Deanna Witman is the author of this work. It is a collection of satellite images of icy landscapes taken for 15 years and then printed on salt paper so that the work itself would also disappear if exposed to sunlight. Deanna Witman herself is also the author of the Guide to Loss and Pain in the Anthropocene, which deals with climate change and the personal and community impacts associated with “ecological pain”.

8. Climate Stripes, 2016

This image is made up of a series of coloured stripes by Ed Hawkins. The lines, ordered chronologically, represent the anomalies of the annual average temperature. The author himself aimed to “infiltrate popular culture” with the hope of promoting a mass change in attitude towards the theme.

This image is reminiscent of a work done one year earlier, in 2015, by marine scientist Joan Sheldon. It is a scarf that illustrates the annual temperature of the last four centuries. The work bears the name Climate Scarf.

9. Support, 2017

Let’s go back to our home country to mention a work that has undoubtedly astonished the world on the occasion of the 57th Venice Biennale. Lorenzo Quinn, visual artist, is the author. Two giant sculpted hands hold the Ca’ Sagredo Palace in Venice. They represent the support able to sustain one of the most historic buildings in the beautiful city, among the most threatened by climate change.

10. Climate 04- Sea Level Rise, 2017

Blue lines on a yellow wall representing the rising of sea level

Always staying in the wonderful city of Venice, we also find the work of art by Andreco, an artist who focuses on the relationship between humans, nature, the environment that we create, and the natural landscape. It is a mural made along the banks of the Grand Canal in Fondamenta Santa Lucia. It is an artistic translation of the sea-level rise studies carried out by the research centres involved in the project.

These are just some of the works of art in the world, but they best represent what is happening due to climate change.

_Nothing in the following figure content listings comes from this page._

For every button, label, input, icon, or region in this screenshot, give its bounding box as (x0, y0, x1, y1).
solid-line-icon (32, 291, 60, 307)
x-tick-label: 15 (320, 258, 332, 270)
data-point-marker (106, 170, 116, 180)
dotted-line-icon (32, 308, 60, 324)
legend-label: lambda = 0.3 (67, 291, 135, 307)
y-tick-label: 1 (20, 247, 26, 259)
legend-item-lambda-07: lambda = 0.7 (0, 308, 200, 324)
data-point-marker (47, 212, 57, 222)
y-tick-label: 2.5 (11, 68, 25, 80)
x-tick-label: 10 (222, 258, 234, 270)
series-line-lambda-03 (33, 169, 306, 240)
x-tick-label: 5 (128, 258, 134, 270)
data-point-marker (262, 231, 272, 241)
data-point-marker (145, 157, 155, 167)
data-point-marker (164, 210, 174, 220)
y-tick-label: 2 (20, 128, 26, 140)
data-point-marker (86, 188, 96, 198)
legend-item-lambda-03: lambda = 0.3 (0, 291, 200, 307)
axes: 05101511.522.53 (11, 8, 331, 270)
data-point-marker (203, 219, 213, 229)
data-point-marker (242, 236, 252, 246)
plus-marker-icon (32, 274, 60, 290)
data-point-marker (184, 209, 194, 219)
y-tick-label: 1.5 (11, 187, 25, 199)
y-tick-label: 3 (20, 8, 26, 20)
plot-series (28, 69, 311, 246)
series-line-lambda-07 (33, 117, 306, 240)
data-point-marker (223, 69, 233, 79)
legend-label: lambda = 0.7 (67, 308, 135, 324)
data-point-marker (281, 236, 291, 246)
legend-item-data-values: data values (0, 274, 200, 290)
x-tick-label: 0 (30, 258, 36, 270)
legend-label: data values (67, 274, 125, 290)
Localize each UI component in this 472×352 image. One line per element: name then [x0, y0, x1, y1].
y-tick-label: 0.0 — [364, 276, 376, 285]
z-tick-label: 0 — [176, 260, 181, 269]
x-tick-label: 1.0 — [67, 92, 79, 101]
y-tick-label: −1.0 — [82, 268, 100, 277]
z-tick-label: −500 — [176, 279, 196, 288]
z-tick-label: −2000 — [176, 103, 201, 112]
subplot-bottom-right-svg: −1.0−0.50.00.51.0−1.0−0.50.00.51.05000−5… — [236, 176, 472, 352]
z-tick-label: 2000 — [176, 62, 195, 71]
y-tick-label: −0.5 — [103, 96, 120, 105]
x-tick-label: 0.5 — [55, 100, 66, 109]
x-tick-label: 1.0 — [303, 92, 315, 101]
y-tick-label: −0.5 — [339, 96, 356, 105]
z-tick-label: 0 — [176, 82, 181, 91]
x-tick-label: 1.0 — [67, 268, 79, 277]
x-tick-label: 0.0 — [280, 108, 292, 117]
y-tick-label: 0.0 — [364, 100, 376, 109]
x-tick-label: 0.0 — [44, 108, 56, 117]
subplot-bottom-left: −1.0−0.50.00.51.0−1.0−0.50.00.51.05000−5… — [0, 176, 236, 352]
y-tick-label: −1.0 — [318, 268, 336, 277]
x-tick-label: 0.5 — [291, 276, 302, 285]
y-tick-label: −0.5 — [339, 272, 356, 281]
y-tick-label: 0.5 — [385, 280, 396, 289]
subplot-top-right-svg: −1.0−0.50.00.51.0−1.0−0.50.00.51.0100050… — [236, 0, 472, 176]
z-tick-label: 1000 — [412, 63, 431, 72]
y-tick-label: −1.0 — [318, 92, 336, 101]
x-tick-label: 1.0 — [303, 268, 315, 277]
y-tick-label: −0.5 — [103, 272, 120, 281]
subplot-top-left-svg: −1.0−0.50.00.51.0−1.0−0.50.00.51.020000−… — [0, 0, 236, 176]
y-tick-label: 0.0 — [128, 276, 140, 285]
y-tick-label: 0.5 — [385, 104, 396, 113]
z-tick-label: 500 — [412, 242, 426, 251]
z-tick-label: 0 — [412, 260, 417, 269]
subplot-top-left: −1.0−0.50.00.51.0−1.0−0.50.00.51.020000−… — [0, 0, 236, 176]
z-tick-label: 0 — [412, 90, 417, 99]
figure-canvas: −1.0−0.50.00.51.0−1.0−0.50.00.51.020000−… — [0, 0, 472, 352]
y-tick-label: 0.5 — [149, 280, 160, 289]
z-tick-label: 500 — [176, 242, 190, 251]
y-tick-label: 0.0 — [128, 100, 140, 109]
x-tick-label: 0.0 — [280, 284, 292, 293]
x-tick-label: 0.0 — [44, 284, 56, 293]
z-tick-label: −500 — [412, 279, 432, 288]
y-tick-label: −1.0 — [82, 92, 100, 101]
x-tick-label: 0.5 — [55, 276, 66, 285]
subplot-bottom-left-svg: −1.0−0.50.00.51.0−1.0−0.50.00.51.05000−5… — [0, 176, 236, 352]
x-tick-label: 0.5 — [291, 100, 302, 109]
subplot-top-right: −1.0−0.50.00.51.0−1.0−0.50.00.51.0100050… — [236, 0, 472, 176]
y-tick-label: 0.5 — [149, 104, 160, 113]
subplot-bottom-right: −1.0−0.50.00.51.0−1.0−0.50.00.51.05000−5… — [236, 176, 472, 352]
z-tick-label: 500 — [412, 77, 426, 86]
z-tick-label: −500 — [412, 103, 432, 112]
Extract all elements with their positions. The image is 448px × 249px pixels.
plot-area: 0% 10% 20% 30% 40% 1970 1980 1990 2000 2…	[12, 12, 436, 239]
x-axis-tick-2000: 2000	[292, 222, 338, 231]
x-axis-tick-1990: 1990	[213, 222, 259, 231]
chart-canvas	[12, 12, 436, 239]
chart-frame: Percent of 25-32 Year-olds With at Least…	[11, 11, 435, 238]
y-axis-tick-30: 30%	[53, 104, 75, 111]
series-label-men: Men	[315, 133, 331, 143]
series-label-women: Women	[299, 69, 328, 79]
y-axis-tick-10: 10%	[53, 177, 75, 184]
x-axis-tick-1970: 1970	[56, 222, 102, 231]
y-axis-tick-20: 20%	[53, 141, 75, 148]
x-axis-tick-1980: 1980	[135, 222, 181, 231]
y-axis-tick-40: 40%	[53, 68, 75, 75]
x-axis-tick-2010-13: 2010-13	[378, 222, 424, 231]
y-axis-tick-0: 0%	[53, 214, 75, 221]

Cover image: photo by Elena Mozhvilo via Unsplash


Author: Elena Laino

Student of tourism economics at the University of Bologna with a great passion for travel, reading and music. I love discovering new cultures and sharing content and reflections that promote environmental awareness. Currently in Erasmus exchange project on the island of Tenerife, an experience that combines university study with a passion for nature and travel.